On this day in 1888, Ada Gray played Ypsilanti's downtown Opera House--yet to be destroyed by a tornado--in the play that made her famous, "East Lynne." Based on an 1861 novel by Ellen Wood, the story details scandalous goings-on in a middle-class family. Excerpt from this review:
"Isabel Vane, the novel’s aristocratic heroine, is refined and virtuous, but in ‘a moment of passion’ allows herself to be seduced from her husband and children by a worthless lover. Abandoned and tormented with remorse, she is involved in a railway accident and left for dead. She then returns to her former home, unrecognisable because of a scarred mouth, a sorrow-stricken air and blue spectacles, and acts as governess to her own children. Her son dies without knowing who she really is (her expression of understandable agitation, ‘Dead! dead! And never called me mother,’ which remained a popular gag with music-hall comedians well into the 20th century, belongs to a stage version, not the novel). After this cruel blow she falls into a decline, but refrains from revealing herself to her husband until she is at her last gasp: ‘Keep a little corner in your heart for your poor lost Isabel.’"

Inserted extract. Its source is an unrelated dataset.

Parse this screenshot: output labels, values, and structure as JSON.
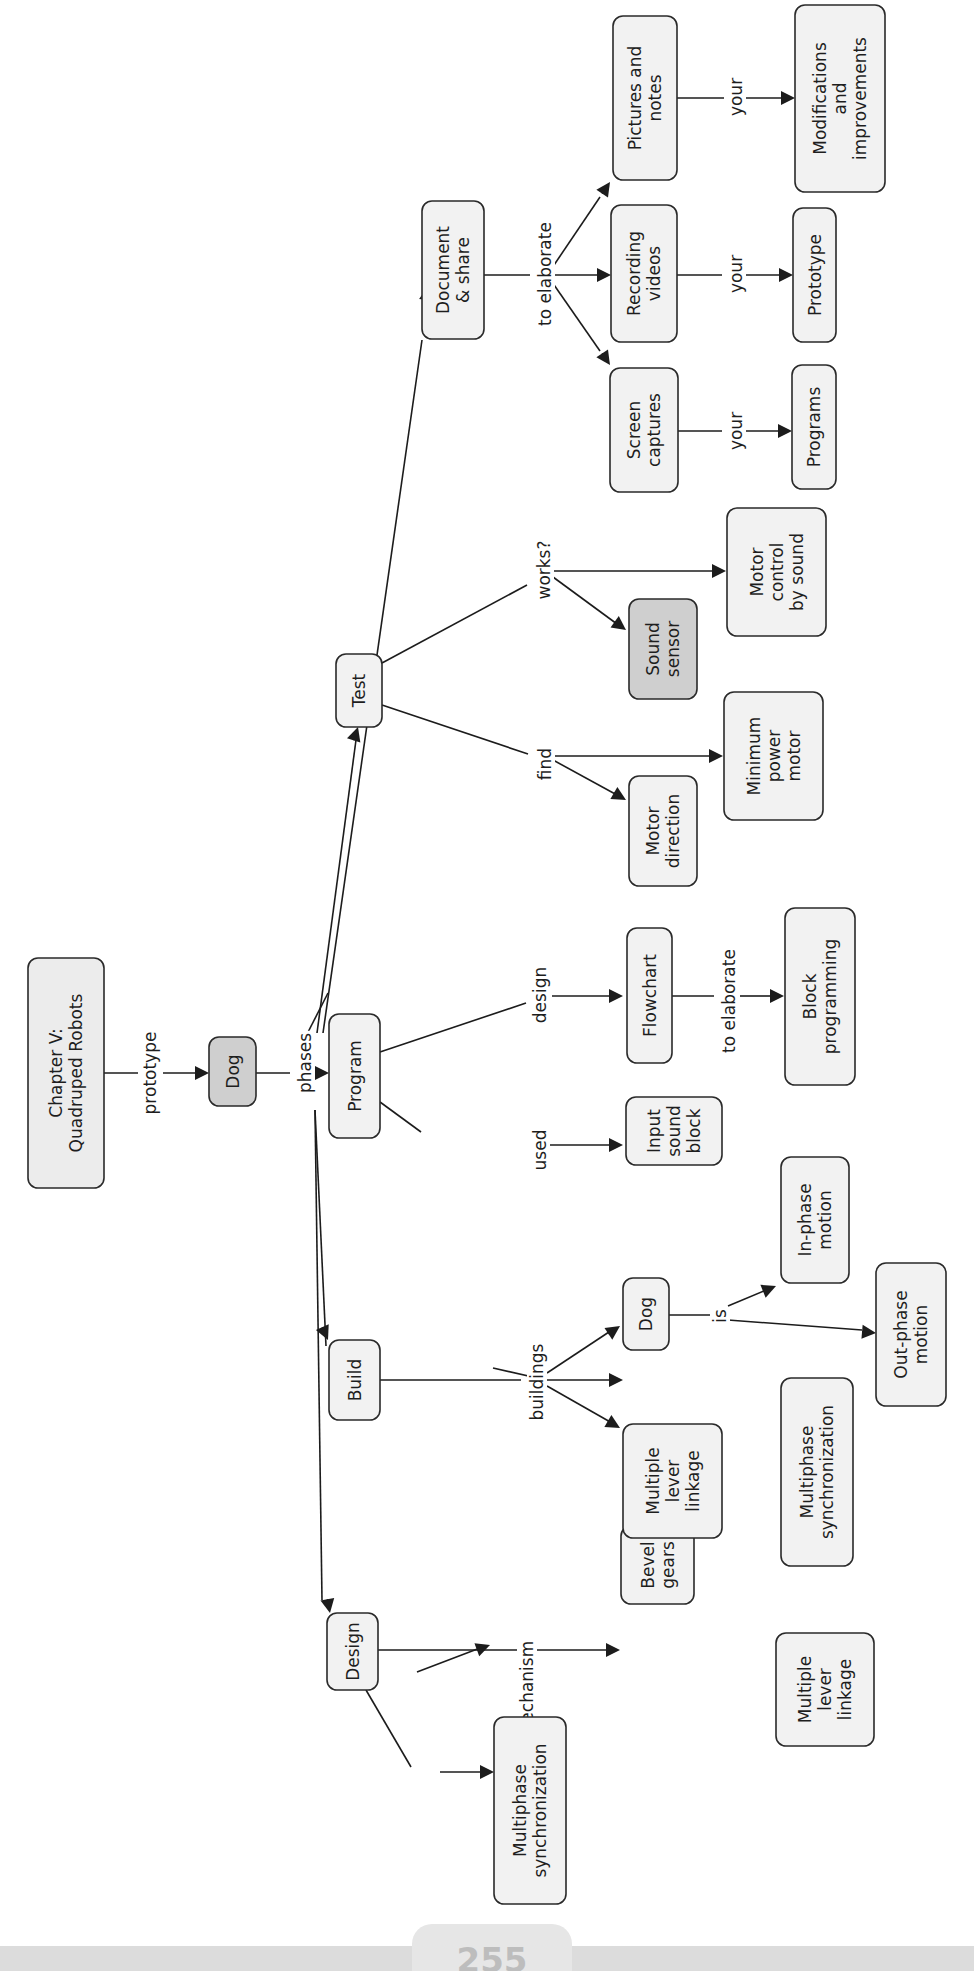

The play was panned by one New York drama critic years earlier who criticized Ada's manager-husband's delusion that New Yorkers would like what he cast as unsophisticated fare:
"You all chaffed me when I gave Ada Gray and he "East Lynne" a good notice to go travelling with, and took the trouble to explain to Manager Watkins how it was that a week of his star would be enough for advertising purposes and too much for the New York public.
"Watkins thought that he knew more about it than I did, and so, instead of going away quietly at the end of a week, he lingered near, like Mary's lamb, in the wild hope that ultimately the public would appear.
"Of course he insisted that the house was crowded. They all do it. And equally, of course, the Telegram put in paralyzing paragraphs about his big business. They always do it on the Telegram for so many lines of advertising.
"Then, in consequence of the crowded houses, the popular enthusiasm, the money turned away, and all that sort of thing, Manager Watkins reduced his prices. That settled the business. Last Saturday the gates of the Fifth Avenue softly shut up, never to reopen upon Ada Gray and "East Lynne" any more.
"How much more profitable it would have been to skip away after the first week, before anybody could tell whether the star was a failure or not, instead of braving the losses of the past fortnight and being boosted out of town ignominiously on the eve of Independence Day ? But every country manager thinks that he knows New York. The only managers who frankly confess that they do not know it all are the New Yorkers."
Despite that sneer, "East Lynne" was hugely popular in its day and inspired multiple stage and later film adaptations, one as late as 1931. Dusty D wonders why such a seemingly silly story (as if her husband would not recognize her) was such a smash hit. I'll have to ponder that.